Contributed by Ryan Wheeler
Since the announcement of Homo naledi’s discovery in 2015, this South African fossil hominin has made an appearance in the multidisciplinary science course Human Origins, taught at the Peabody and offered as a senior science elective by Phillips Academy.
Over 100 specimens of Homo naledi have been scanned and made available via Duke University’s MorphoSource website. This represents unprecedented access to the fossils. Typically, we rely on older casts (our plaster casts from Wenner-Gren’s twentieth century casting program have become quite fragile!) or models made from photos and measurements.

Last year in Human Origins Phillips Academy Makerspace guru Claudia Wessner helped us 3D print Homo naledi’s femur, which includes some unusual features, including a distinct sulcus or furrow on the femoral neck that is not known in other hominins. Students and instructor alike puzzled over the femur, and compared it to other casts and models in the Peabody collection.
This year Ms. Wessner was kind enough to host us again and discuss different types of 3D scanning and printing and help us think how these might be useful in paleoanthropology and physical anthropology.

Instead of the femur, we chose to do a 3D print of Homo naledi’s hand, also available via the MorphoSource website. We were treated to side by side 3D prints using the Makerspace’s filament and resin printers. While the prints with the filament printer were interesting, the resin print is at a level comparable with a cast or model, in terms of finish and detail. Lee Berger and his colleagues, involved in discovery and study of Homo naledi, have pointed out that the hand is quite similar to that of a modern human, but also has curved bones likely related to tree climbing. Students in Human Origins 2017 got a chance to see Homo naledi’s hand up close and compare with bones of a modern human, noting the similarities and differences.

In the intervening months between the 2016 and 2017 Human Origins classes we’ve learned a lot more about Homo naledi. Lee Berger’s book, Almost Human, was published, adding lots of exciting details to the discovery and quest to date the remains, and perhaps most important, we now understand the dating of the fossils. In May 2017 we learned that Homo naledi dates between 236,000 and 335,000 years ago, making them a cousin, rather than great-grandparent of modern humans. It is fascinating to imagine, however, that a hominin that combined aspects of Australopithecines and much more modern features existed around the same time as the earliest anatomically modern humans.

An end of the term assignment, Human Origins in the News, asks students to find recent and relevant news stories and share them with the class. One story—from September 2017—reports on new fossils found at the Rising Star Cave system. Also members of the new genus and species, these fossils may help understand how Homo naledi accessed the cave and if they were being interred there.
Beyond the classroom, Homo naledi inspired some excitement in one of the seniors who took the course in 2016. I was delighted when she wrote to me in May 2017 to report that Lee Berger’s Almost Human book was out–she had pre-ordered on Amazon and her copy had arrived. A few months later she had a chance to hear Dr Berger deliver a lecture on Homo naledi at the Chautauqua Institute in New York.

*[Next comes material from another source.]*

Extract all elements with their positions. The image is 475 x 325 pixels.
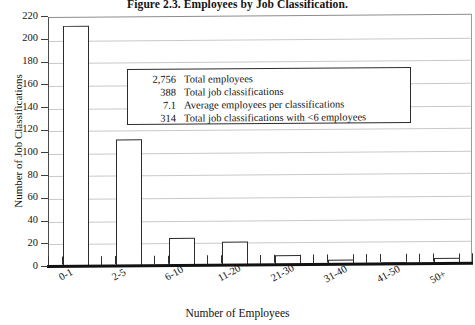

Nancy Gonlin is a Senior Associate Professor at Bellevue College, Washington. She earned her Ph.D. in Anthropology at The Pennsylvania State University, is a Registered Professional Archaeologist, and a former Dumbarton Oaks Fellow of Harvard University. Her specialization is the Classic Maya civilization of Mexico and Central America. Nancy is on the Editorial Board of Ancient Mesoamerica, published by Cambridge University Press. She has taught for over 25 years and is highly regarded for her pedagogical contributions – she is the 2012 recipient of Bellevue College’s Margin of Excellence. As an active member of the Society for American Archaeology, Nancy serves on the Committee on Curriculum and has been appointed as the upcoming Chair of the Book Award Committee. She co-author Copán: The Rise and Fall of an Ancient Maya Kingdom, and co-edited Commoner Ritual and Ideology in Ancient Mesoamerica, Ancient Households of the Americas, and Human Adaptation in Ancient Mesoamerica. Nancy’s fifth book will be a co-edited volume on a new field of research in archaeology, The Archaeology of the Night.
Dr. Kirakosian received her PhD from UMass Amherst in 2014 and is currently adjunct faculty at several schools in Rhode Island. Her project focuses on archival materials from Warren Moorehead, Douglas Byers, and Frederick Johnson to continue her dissertation research and prepare a book on the history of archaeology in Massachusetts using social network analysis. Dr. Kirakosian published some of her previous research using Peabody collections in the 2015 issue of the Bulletin of the History of Archaeology:
Mr. Campbell is a PhD candidate at the Memorial University of Newfoundland. His research at the Peabody includes a re-examination of collections from the Dennysville site in Maine, as well as several other sites in New Brunswick. His dissertation research is focused on protohistoric and contact period Wabanaki peoples in Maine and the Canadian Maritimes.